Comment 3 Frans Englich 2006-06-27 19:35:02 UTC
*** Bug 3354 has been marked as a duplicate of this bug. ***
Comment 4 Frans Englich 2006-07-05 19:42:20 UTC
I don't think one can see this as a simple matter of that the test assumes an arbitrary namespace/type/prefix isn't recognized, because I think namespaces have meaning. It's not any namespace or type name, it is a namespace on the W3C domain, with a particular history, and a type-name with a particular history -- and that's what the implementation must have predefined when running the XQTS. So I think it's clear that this has only to do with XDT backwards compatibility.

There are many tests that checks unknown prefixes/types are flagged, xs:ThisTypeDoesNotExistExampleCom and similar. If the issue really was the assumption on what implementations predefines as opposed to XDT compat., all tests like that should be removed too.

I agree it is reasonable that an implementation supports the XDT types for a transitional period, but then it's no more worse than that the implementation fails those three tests during that transitional period. It is afterall only a transitional period, while the XQTS will be relevant a much longer period.

I also think the XS/XDT change is significant, because it affects interoperability. Therefore, I see a value in testing it, and pushing implementors to align with the spec.


So that's my arguments to why I want to keep the tests as is. However, I have full understanding if I sound naive(I think it is naive views). Michael, Marc, are your views still the same on this? (Removing the tests are acceptable, although not more, for me.)
Comment 5 Liam R E Quin 2006-07-05 22:11:40 UTC
Seems to me that allowing features or syntax from earlier drafts should at the least be controlled by an (implementation-defined of course) switch of some sort, and should be "off" by default, otherwise people won't ever transition.

But this is a personal reply.

Liam
Comment 6 David Carlisle 2006-07-06 14:40:10 UTC
> I also think the XS/XDT change is significant, because it affects
> interoperability. Therefore, I see a value in testing it, and pushing
> implementors to align with the spec.
> 

I agree that interoperability is harmed if systems have different namespaces (or different anything) in their initial static context, but if there is a desire to limit that (which I'd support, really) then surely it has to be in the spec, as
a ban on extra namespaces or at least a SHOULD NOT. Given that the spec explictly says that extra namespaces may be in scope I don't think that the test suite can fail systems that do this.
If you want to test behaviour on an unknown namespace then you can use an example.com namespace or some such (and to be really safe, allow implementers to change this to a different namespace if the namespace used is one they list
in the top of the report file as being in the initial static context).

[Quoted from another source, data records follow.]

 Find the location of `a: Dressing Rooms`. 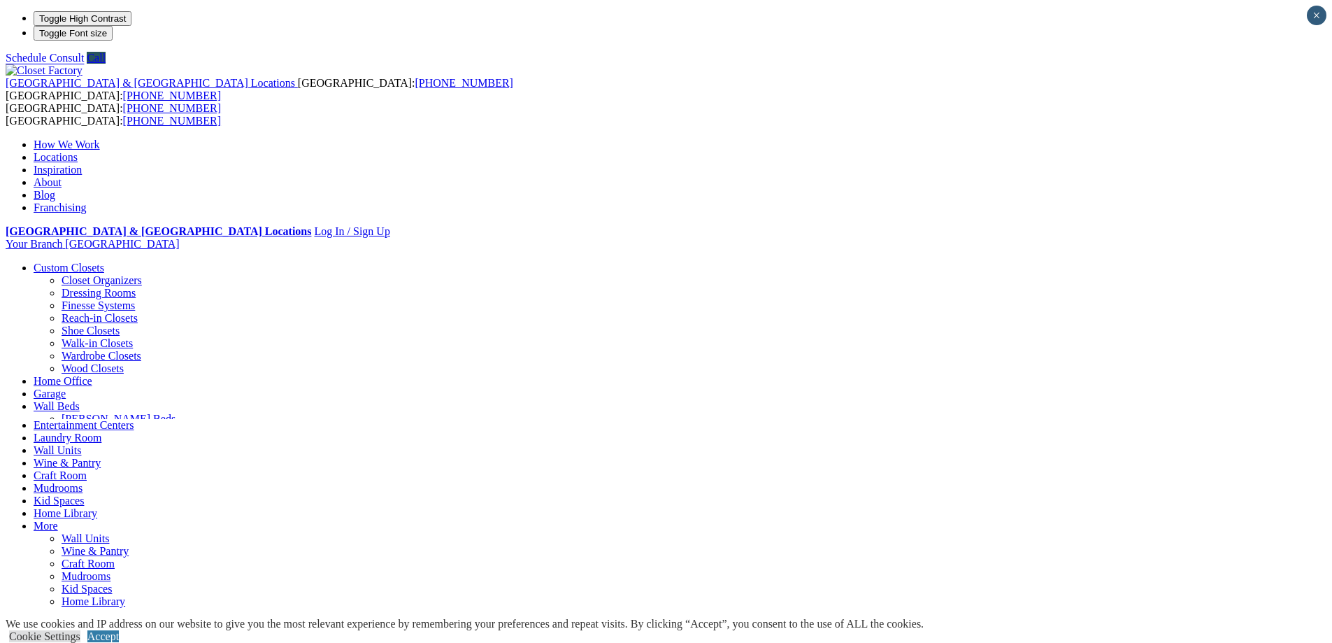

a: Dressing Rooms is located at coordinates (99, 292).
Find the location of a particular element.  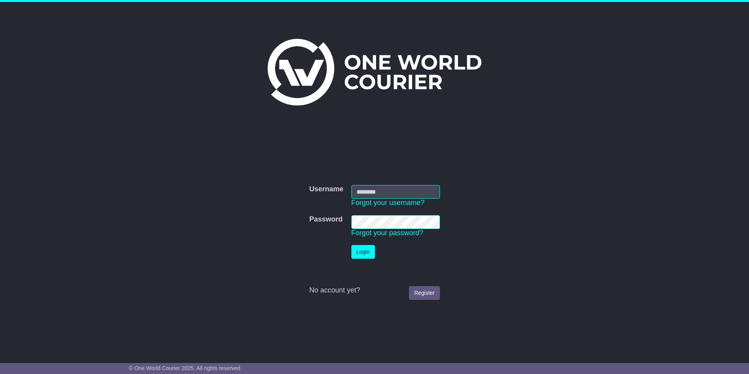

div: No account yet? is located at coordinates (374, 290).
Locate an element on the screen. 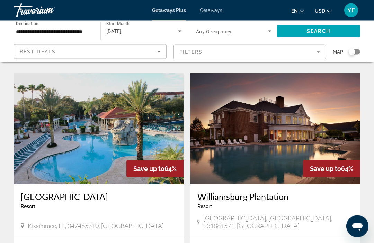 This screenshot has width=374, height=243. img: ii_str1.jpg is located at coordinates (99, 129).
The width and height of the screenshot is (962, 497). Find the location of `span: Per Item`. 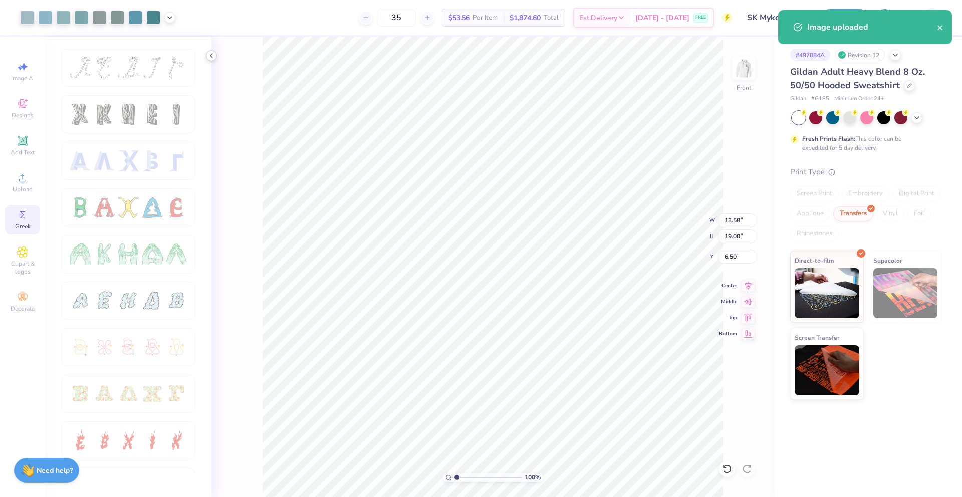

span: Per Item is located at coordinates (485, 18).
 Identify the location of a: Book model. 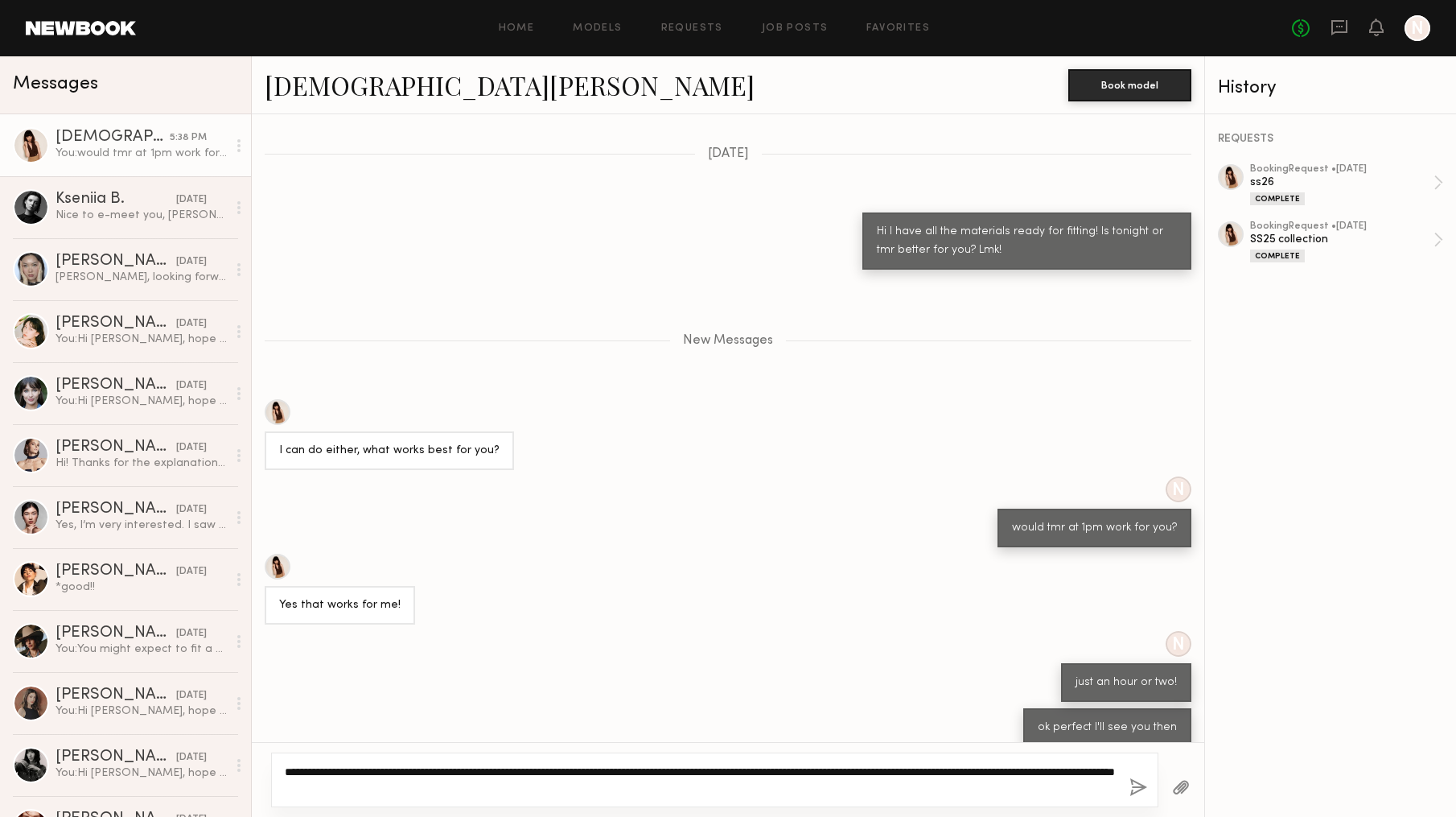
(1129, 83).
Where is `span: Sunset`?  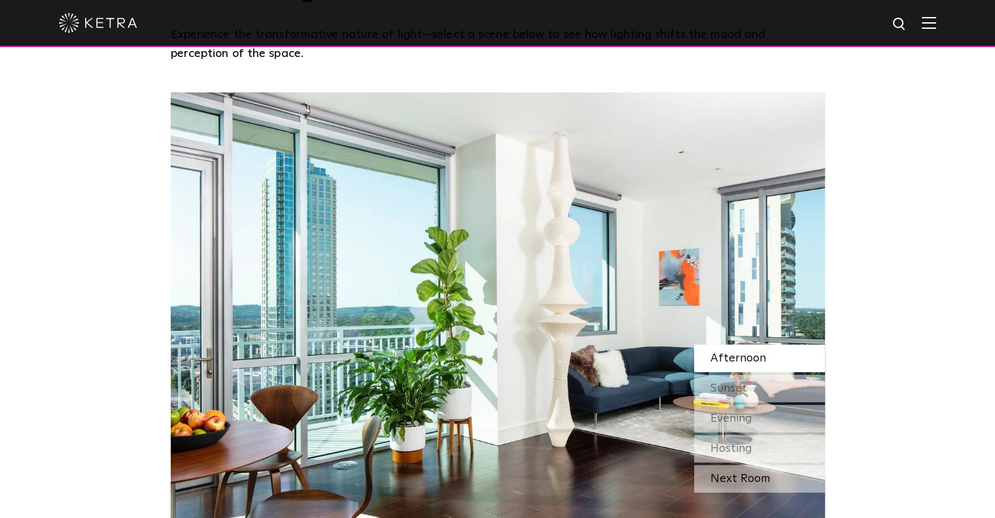
span: Sunset is located at coordinates (729, 388).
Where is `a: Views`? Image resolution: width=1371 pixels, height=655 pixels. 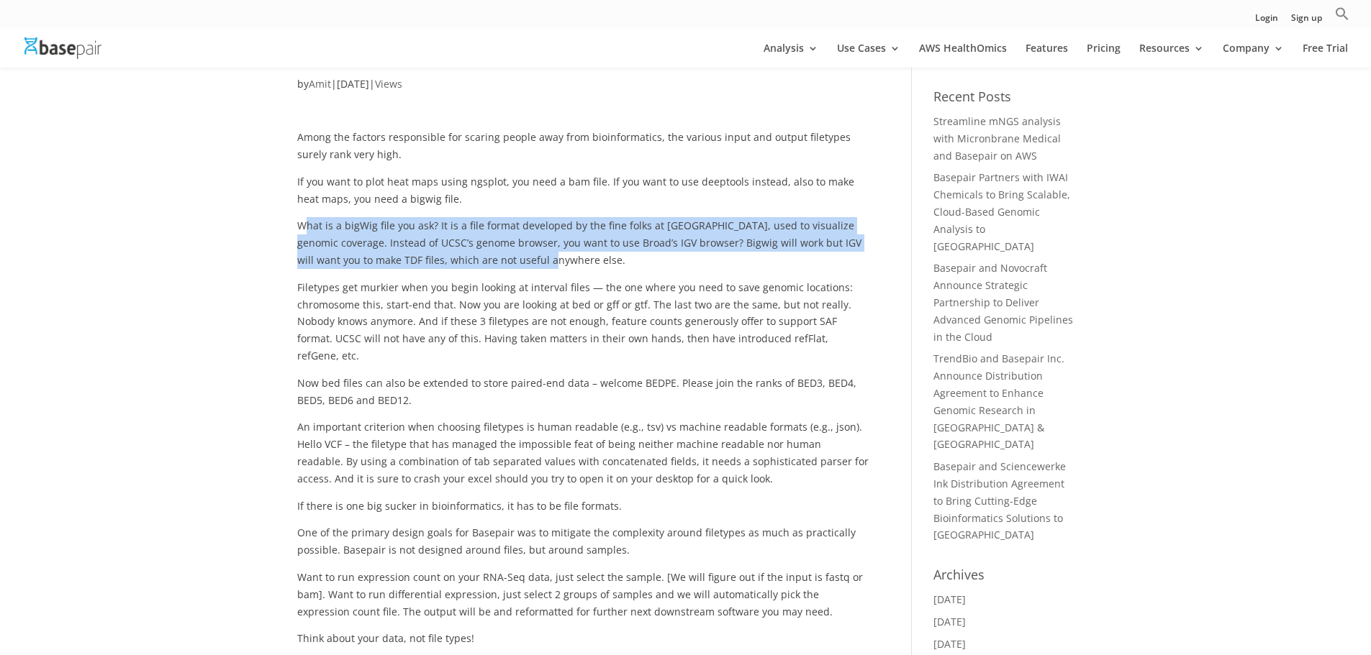 a: Views is located at coordinates (389, 83).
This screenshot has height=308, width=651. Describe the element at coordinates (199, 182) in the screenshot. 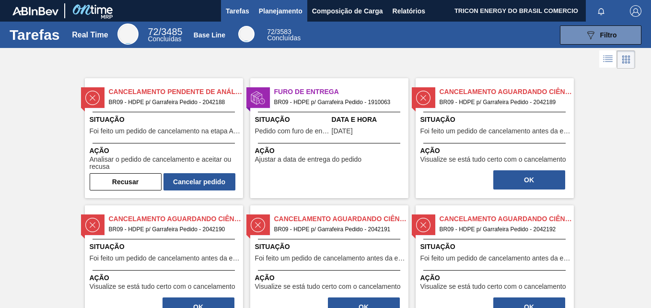

I see `button: Cancelar pedido` at that location.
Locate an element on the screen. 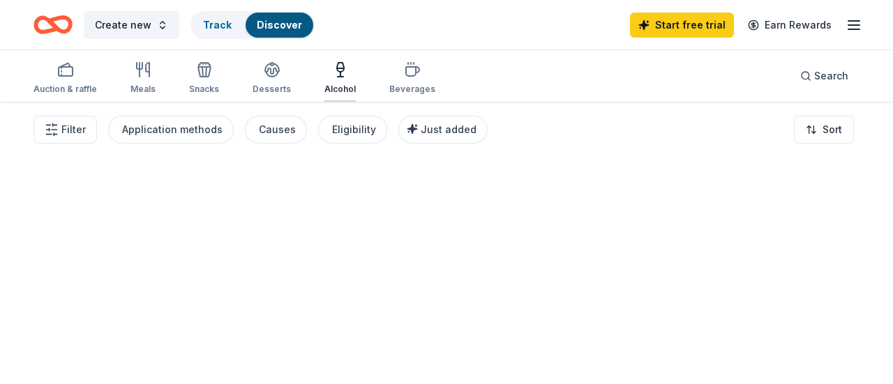 Image resolution: width=893 pixels, height=384 pixels. button: Search is located at coordinates (824, 76).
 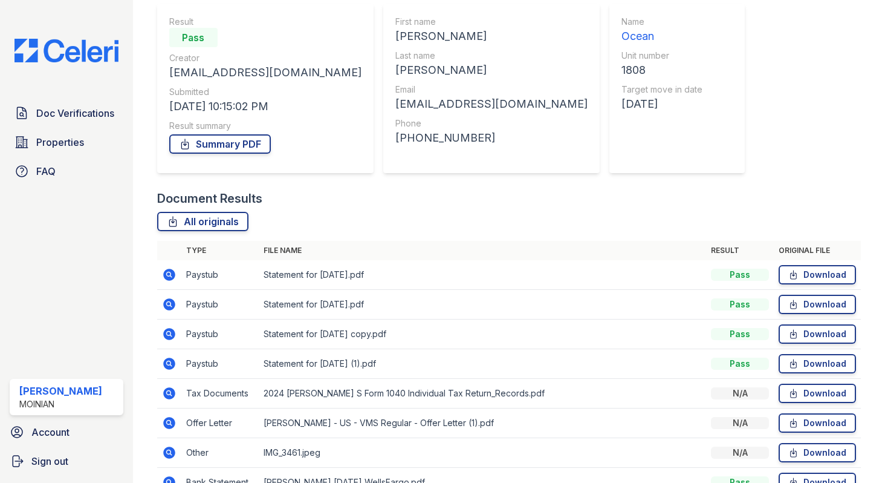 What do you see at coordinates (75, 113) in the screenshot?
I see `span: Doc Verifications` at bounding box center [75, 113].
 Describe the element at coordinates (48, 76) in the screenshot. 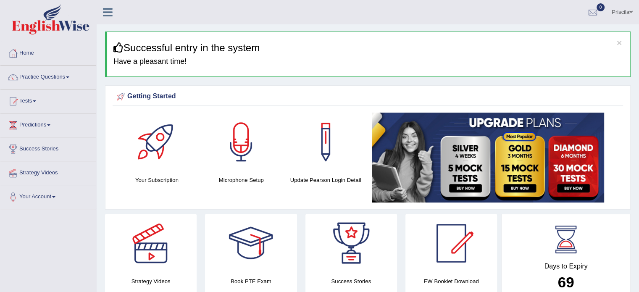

For what it's worth, xq2xsl currently predefines xdt but it won't next time
but it does predefine xsl to the usual xslt namespace and this is likely to stay as I doubt it's possible to convert to xslt without ending up with this namespace in scope. So any tests that tested that xsl: was unbound would "fail" on xq2xsl. I don't think they should fail as the top of the report file explicitly states that xsl is bound in addition to the usual XQuery bindings.
The situation with xdt is similar.

David
Comment 7 Frans Englich 2006-07-07 11:50:06 UTC
I resolved this as suggested, by removing the tests, including K-SeqExprInstanceOf-56. (This was actually done some commits ago, in case the CVS log appears confusing.)

Personally, I'm not that content with the resolution since it opens the door for harmed interoperability, but it seems to be the easy, popular, and "correct" way out of it.

Feel free to change status to CLOSED if the resolution is satisfactory.